Plavsic, a 72-year-old former biology professor, was one of the directors of the Serb ethnic cleansing of Bosnia in the early 1990s.
She is accused of helping to mastermind a campaign that saw thousands murdered and raped and more than a million non-Serbs driven from their homes. After the Bosnian war, Plavsic, a former confidante of former president Radovan Karadzic, did an about-face, embracing the West and NATO, and with their support winning the Bosnian Serb presidency.
But later elections saw her administration criticised, and nationalists voted for new hard-line leaders to replace her.
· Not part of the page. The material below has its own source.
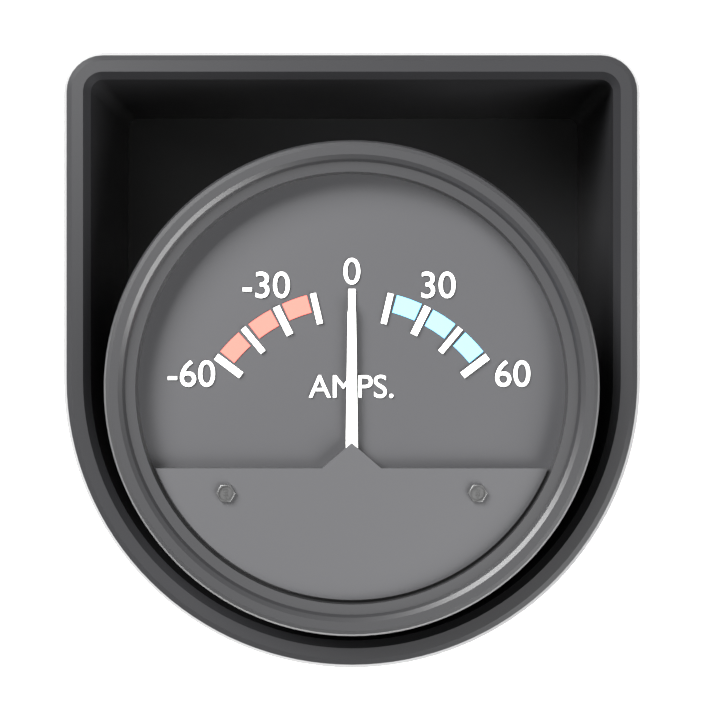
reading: 0 AMPS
She surrendered voluntarily to The Hague a year ago and has been on bail awaiting trial ever since.
Two months ago, Plavsic made history, not just as the first former president to be convicted of war crimes, but also for being the first to plead guilty to the Hague tribunal.
Just as important as the jail sentence will be the court's satisfaction that she has admitted her crimes and acknowledged the legitimacy of the court.
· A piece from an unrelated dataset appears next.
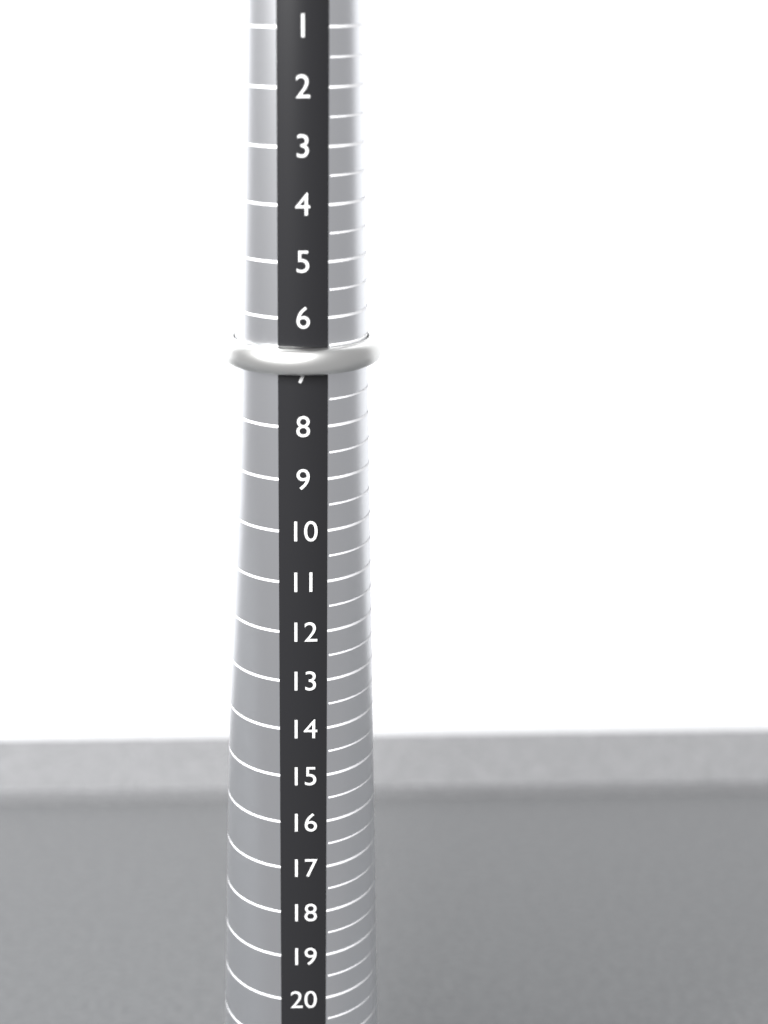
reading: 7.0 (no unit)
This move, court officials hope, will help ease the hostility of ordinary Serbs to a tribunal many have dismissed as a "NATO court". Plavsic pleaded guilty two months ago to crimes against humanity, and in exchange, the prosecutors asked for a more serious genocide charge to be dropped.
Certainly, her complicity is a rare burst of sunshine for a court battling on all fronts.
In an interview with Belgrade daily Politika published yesterday, Plavsic said she had not cut any deals in her guilty plea and would not testify in the trial of former Yugoslav president Slobodan Milosevic.
"My only condition was not to testify at other trials, and frankly speaking, I would not have anything to say at the trial against Milosevic," she said.
Mr Milosevic, meanwhile, is proving anything but compliant, and his theatrical outbursts have threatened to derail his nine-month-old trial.
Meanwhile, spiralling costs are causing a new set of problems - the legal bill for another leading former Serb leader, Momcilo Krajisnik, has reached more than €750,000, with the actual trial still to begin.
The tribunal has become entangled in the increasingly bitter wrangle between the United States and Europe over what many view as the Hague's successor, the International Criminal Court.
Washington, an opponent of the ICC, has also demanded that the tribunal be closed by 2008. It is unlikely that the US, the biggest single contributor, will pay any more money to meet the court's bills.